Thursday, September 18, 2008

Reentry

Washing machines are amazing. No, really. Washing machines may be one of the best inventions of modern society. This is my third time coming back from east or southern Africa and each time I amazed by how effective washing machines are at getting clothes really clean with minimal human labor required. During most of our time in Uganda this summer we paid a local Ugandan woman to wash our clothes. However, towards the end of the summer she went to a different part of the country and I decided to tough it out and wash my clothes myself. I tried various techniques all of which left my clothes remarkably still dirty and still smelly. My increasing desperation to get my clothes clean climaxed in me trying to perfectly simulate the actions of a washing machine. I pre-soaked my clothes in a large bucket of cold water. Then I boiled water on the stove and agitated my clothes with hand washing soap in a bucket of hot to warm water. I rubbed the soap into each garment paying particular attention to any stained or smelly areas (wash cycle). Then I drained the water and wrung out each garment (spin cycle). Then I actually repeated the warm wash cycle again as well as the ringing out of the clothes. Then I rinsed my clothes with warm water and then once again with cold water (ringing the clothes out in between rinses). I hung the clothes on the line and once they dried I was dismayed to find that they were still dirty. The orange hue of Ugandan dirt stubbornly remained and none of the stains had been removed. It seemed like a physical impossibility. I left about ½ of my clothes in Uganda. However, I decided to bring back some of my particular favorites. The day after I came back to the States I put my (still dirty and stained) Ugandan clothes in our washing machine, put in an appropriate about of laundry detergent, pressed start and 40 minutes later my clothes came out vibrantly clean and stain free. It is amazing.

Of course, washing my clothes might be a stupid thing to write a huge paragraph about, however, it does illustrate how insanely easy so many things are here in the United States. It took me all day and probably about 500 Calories to try to get by clothes “less dirty” in Uganda. However, in the States “doing laundry” is something you do on a whim while talking to your mom on the phone and takes very little energy. Just getting water piped into your house is a huge luxury that many of us take for granted here in the States. In Kumi it would take women all morning to pump water from the local well and carry it back to their homes 20 liters at a time for cooking, drinking, washing dishes, bathing, laundry, etc. Reliable electricity? Hot running water? These are privileges reserved for only the wealthiest of the upper class in Uganda. Here they are just expected like people expect the sky to be blue and the grass in their manicured lawns to be green. We really do live in a privileged society.

The day after I came back from Uganda I opened internet explorer on my computer and opened a book to read while I waited for the gmail page to load. I only read a sentence or two before I realized that I was back in the land of technology and highspeed internet! Oh, the bliss of typing in a webpage and having it pop up suddenly! Think of how much time you save with the instant, virtually free, communication and access to information through the internet. It is spectacular. However, there are disadvantages that come with our technology and internet information age. When was the last time you just sat down with a stranger and talked to them for 3 hours? In Uganda, I was able to spend a lot of time getting to know people and hearing their stories because technology, electricity, and internet were so inaccessible. When we were in rural Kumi I got to spend a lot of time with a physician and his wife learning about how they met, the courtship and marriage traditions from their ethnic group, what they thought about Ugandan and US politics, how the Catholic Church was run in Uganda and corruption in the Ugandan medical system. These are conversations and information I might not have gleaned if the internet, electricity and other forms of entertainment had been readily available.

I think my re-entry shock hit a high last week when I was at my pediatric infectious preceptorship in Children’s Hospital. I will be doing this preceptorship all of fall quarter and I think it will be very fun and interesting to compare the infectious diseases we deal with here in the States compared to those I saw in Uganda. Anyway, during the first preceptorship session at Children’s, the physician had to do a lumbar puncture on an infant who was only a couple months old. They placed a path of gel on the baby’s back, there was a whole sterile lumbar puncture kit that had been laid out by the staff, there was a little pacifier with sugar water for the baby to suck on during the lumbar puncture, there was a pack of three iodine swabs to sterilize the area, 3 clean collection tubes, various extra (sterile) equipment, a sterile paper sheet to put the baby on and a clean blanket to wrap the baby in after the lumbar puncture was over. It was such a contrast to the lumbar punctures I had witnessed or helped with in Uganda where frequently there weren’t even materials to sterilize the baby’s back, needs of the correct size or collection tubes available for the cerebral spinal fluid. The Children’s lumbar puncture experience made me marvel all day at the resources we have in the US medical system and how it compares to the needs of so much of the rest of the world. How unjust is it that a child treated in Uganda for meningitis is some much more likely to suffer and die than a child born in the States? It isn’t because of anything the child did or any other reason than that the child was born to parents who happened to be poor and happened to be living in a poor country in East Africa which happens to be at a huge economic and medical disadvantage compared to the United States and Europe. It is not fair, but what can be done?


__EXERCISE REQUIREMENTS__: Count only the lines of the records that hold "Status", then give the number without any other words.

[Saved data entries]
+++

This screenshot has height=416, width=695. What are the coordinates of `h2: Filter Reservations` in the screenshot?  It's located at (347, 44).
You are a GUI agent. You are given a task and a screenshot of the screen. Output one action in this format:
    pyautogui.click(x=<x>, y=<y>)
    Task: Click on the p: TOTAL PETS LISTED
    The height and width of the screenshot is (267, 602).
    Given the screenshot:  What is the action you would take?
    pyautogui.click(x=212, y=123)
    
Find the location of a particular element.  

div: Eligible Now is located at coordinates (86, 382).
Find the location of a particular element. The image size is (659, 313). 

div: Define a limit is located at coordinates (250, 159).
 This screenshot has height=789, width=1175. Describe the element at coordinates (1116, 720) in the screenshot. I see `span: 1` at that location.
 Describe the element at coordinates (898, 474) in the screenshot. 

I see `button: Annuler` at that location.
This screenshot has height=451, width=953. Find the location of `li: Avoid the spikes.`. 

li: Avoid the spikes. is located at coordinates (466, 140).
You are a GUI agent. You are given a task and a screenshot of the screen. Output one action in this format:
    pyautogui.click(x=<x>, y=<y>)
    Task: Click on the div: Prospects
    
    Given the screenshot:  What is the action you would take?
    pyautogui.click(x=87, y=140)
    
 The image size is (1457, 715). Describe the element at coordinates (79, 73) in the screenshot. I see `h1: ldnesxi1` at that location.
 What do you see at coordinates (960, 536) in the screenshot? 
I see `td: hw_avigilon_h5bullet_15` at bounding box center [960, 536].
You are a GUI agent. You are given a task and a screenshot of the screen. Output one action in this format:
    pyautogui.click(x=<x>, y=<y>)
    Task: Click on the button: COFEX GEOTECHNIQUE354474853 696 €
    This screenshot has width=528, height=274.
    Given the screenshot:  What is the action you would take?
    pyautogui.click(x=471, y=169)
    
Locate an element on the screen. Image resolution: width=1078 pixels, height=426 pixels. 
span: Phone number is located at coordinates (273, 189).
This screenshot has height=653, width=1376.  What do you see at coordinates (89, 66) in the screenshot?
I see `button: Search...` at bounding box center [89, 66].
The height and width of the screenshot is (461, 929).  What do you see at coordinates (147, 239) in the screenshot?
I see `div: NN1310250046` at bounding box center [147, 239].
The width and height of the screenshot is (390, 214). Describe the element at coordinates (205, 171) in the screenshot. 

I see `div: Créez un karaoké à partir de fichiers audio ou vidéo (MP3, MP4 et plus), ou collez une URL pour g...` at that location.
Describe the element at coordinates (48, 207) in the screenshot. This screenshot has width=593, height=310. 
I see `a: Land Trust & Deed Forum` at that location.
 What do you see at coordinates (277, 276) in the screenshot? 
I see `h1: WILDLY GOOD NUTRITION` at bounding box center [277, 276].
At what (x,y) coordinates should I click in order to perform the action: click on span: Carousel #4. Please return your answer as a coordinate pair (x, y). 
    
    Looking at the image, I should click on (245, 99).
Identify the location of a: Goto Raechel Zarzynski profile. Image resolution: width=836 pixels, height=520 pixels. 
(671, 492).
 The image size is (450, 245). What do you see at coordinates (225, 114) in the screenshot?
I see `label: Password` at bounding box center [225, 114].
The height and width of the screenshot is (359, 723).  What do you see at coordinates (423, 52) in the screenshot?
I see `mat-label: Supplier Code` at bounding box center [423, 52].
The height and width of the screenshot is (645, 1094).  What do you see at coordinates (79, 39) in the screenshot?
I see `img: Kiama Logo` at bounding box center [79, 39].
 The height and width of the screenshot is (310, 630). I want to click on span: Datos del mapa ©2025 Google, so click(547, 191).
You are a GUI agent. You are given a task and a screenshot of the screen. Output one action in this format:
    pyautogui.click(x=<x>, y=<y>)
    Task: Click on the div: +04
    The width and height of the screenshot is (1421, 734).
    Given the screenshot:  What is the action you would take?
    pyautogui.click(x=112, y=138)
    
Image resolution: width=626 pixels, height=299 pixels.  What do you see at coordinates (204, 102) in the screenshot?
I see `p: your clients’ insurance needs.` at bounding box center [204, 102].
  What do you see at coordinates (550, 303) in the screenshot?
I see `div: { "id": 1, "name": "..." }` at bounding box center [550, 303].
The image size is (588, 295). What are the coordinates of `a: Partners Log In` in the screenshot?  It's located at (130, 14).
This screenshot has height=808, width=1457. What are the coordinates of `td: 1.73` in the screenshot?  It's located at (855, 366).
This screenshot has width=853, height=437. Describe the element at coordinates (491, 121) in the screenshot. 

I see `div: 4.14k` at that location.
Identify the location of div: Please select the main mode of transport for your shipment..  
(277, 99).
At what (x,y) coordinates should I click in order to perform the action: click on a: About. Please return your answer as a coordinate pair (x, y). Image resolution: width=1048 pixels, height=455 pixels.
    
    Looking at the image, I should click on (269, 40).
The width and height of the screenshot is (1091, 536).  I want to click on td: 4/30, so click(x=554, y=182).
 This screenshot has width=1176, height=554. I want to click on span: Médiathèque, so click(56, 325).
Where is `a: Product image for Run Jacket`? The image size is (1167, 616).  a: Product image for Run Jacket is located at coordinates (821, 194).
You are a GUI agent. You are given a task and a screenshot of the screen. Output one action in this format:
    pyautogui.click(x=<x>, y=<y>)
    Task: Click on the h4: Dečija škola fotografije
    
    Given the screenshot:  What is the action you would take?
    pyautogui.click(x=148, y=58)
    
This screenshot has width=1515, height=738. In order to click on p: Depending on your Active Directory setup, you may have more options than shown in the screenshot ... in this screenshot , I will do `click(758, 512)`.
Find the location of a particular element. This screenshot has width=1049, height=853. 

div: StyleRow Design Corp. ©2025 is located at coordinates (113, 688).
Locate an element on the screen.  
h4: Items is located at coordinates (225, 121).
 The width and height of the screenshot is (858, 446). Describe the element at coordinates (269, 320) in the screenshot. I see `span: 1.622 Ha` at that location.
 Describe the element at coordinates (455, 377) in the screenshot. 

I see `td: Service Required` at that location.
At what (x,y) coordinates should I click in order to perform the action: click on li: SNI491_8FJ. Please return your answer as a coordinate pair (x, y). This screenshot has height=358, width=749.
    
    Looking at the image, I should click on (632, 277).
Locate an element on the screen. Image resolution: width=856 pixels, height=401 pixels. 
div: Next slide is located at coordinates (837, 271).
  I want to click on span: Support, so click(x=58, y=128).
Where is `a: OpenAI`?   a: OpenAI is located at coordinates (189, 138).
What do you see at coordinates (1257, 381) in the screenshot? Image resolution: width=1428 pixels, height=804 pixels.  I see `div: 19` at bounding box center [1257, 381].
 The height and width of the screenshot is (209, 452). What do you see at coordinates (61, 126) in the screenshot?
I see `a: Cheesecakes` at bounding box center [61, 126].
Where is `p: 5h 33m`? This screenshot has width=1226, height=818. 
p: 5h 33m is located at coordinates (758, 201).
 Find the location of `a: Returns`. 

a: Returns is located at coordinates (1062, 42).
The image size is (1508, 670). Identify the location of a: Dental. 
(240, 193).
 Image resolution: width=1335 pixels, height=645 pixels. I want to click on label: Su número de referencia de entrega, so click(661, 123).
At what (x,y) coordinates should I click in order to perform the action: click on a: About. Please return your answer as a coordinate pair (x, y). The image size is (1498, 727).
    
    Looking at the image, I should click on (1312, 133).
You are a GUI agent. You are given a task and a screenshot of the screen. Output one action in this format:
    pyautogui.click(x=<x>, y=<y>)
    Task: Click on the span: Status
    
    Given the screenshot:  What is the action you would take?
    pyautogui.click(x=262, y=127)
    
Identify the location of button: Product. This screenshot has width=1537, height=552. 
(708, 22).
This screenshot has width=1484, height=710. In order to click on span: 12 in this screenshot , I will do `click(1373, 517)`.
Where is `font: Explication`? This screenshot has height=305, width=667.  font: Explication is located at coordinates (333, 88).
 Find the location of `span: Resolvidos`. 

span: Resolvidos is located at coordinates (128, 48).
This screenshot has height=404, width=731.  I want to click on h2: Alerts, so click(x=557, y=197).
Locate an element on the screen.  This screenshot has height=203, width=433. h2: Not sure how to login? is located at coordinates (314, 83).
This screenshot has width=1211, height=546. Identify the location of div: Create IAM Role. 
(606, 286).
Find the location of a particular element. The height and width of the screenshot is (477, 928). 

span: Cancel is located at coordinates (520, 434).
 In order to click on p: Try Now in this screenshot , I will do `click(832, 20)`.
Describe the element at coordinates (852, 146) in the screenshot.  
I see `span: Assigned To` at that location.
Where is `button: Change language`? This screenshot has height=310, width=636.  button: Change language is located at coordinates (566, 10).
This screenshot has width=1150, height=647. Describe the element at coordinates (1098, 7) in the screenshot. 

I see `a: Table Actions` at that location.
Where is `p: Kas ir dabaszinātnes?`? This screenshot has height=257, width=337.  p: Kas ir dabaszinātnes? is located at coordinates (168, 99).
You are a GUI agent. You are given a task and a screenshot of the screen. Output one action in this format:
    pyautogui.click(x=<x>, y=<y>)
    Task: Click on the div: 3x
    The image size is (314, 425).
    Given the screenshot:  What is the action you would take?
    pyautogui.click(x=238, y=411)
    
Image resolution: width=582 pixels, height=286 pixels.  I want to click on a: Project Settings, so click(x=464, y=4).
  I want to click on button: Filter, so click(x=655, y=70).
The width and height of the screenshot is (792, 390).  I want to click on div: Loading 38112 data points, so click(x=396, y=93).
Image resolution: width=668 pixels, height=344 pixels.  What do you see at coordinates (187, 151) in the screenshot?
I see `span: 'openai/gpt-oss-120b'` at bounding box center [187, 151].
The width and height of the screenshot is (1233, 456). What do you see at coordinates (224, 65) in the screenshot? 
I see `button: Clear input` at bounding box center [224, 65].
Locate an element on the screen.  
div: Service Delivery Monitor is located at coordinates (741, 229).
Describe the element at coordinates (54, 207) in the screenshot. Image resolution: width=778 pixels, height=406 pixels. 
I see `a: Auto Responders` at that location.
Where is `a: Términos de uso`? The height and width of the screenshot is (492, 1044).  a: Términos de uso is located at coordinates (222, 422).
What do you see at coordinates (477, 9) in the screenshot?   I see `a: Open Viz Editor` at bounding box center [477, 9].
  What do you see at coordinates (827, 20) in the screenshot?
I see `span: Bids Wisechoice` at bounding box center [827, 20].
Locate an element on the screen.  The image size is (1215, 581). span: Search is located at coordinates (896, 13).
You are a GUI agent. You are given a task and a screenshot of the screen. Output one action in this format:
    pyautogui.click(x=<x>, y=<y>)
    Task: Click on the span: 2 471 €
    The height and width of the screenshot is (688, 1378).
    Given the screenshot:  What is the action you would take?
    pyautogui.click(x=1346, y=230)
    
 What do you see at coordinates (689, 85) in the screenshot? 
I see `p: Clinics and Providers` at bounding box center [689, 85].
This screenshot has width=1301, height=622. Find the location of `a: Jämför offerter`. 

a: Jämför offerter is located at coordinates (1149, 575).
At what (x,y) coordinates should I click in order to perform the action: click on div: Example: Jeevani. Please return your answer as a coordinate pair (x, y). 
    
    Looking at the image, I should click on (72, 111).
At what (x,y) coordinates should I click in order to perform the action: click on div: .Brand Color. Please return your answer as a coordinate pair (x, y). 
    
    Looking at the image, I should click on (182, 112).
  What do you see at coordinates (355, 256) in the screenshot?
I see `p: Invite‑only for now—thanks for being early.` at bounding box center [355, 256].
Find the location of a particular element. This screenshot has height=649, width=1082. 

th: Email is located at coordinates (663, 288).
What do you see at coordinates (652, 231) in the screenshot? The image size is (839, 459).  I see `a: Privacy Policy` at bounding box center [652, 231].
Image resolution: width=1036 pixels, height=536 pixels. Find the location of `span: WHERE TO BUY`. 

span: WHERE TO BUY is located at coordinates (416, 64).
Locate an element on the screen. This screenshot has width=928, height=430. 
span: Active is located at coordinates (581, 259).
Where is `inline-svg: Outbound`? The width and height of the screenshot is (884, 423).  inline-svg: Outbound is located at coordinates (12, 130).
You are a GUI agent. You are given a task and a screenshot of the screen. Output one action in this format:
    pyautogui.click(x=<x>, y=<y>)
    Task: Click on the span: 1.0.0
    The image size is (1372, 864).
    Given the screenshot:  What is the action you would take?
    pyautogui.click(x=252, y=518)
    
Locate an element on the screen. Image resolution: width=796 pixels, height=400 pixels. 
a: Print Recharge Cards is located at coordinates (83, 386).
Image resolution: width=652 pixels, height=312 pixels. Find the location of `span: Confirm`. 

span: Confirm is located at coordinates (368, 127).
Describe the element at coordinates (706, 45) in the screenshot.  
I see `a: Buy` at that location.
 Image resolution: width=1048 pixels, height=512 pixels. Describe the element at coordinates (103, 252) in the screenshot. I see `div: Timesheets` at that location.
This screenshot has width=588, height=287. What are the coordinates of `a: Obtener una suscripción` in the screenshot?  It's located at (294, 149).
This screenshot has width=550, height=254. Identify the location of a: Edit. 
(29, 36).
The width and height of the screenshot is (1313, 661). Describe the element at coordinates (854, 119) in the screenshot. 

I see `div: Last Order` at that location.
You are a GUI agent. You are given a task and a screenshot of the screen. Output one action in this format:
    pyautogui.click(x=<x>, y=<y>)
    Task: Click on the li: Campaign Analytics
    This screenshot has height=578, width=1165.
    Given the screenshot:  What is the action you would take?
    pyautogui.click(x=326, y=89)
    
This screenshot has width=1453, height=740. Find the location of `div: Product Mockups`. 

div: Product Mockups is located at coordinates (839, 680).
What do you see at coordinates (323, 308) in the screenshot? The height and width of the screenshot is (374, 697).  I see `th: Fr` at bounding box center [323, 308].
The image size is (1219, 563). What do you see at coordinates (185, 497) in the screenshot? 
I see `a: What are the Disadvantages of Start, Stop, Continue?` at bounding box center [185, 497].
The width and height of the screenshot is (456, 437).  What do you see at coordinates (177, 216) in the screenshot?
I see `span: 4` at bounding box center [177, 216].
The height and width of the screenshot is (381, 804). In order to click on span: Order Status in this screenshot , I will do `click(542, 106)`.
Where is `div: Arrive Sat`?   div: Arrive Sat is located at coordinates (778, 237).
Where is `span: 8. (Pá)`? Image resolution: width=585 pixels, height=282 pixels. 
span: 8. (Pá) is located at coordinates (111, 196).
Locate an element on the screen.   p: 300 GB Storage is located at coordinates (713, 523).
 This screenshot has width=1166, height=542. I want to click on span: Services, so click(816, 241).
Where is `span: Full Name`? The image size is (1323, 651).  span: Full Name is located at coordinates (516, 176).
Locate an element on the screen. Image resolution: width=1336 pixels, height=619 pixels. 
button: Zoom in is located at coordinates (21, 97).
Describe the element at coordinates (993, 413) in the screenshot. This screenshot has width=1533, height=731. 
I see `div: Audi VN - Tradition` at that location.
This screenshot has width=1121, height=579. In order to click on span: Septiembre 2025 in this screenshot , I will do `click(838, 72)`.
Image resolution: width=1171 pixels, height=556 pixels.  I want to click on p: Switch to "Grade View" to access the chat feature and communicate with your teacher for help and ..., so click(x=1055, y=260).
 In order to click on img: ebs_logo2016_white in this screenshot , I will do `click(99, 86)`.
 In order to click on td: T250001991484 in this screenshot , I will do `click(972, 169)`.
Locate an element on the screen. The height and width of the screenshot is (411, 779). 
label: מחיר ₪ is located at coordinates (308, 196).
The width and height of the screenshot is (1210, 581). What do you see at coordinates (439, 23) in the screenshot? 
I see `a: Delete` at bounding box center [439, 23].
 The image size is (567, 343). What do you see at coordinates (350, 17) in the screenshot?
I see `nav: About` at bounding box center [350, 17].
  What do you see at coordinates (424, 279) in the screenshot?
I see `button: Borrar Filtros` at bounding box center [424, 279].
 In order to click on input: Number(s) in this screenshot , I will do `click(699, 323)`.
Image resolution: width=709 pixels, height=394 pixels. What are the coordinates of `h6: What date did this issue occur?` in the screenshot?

+++

__ANSWER TO THE EXERCISE__: 2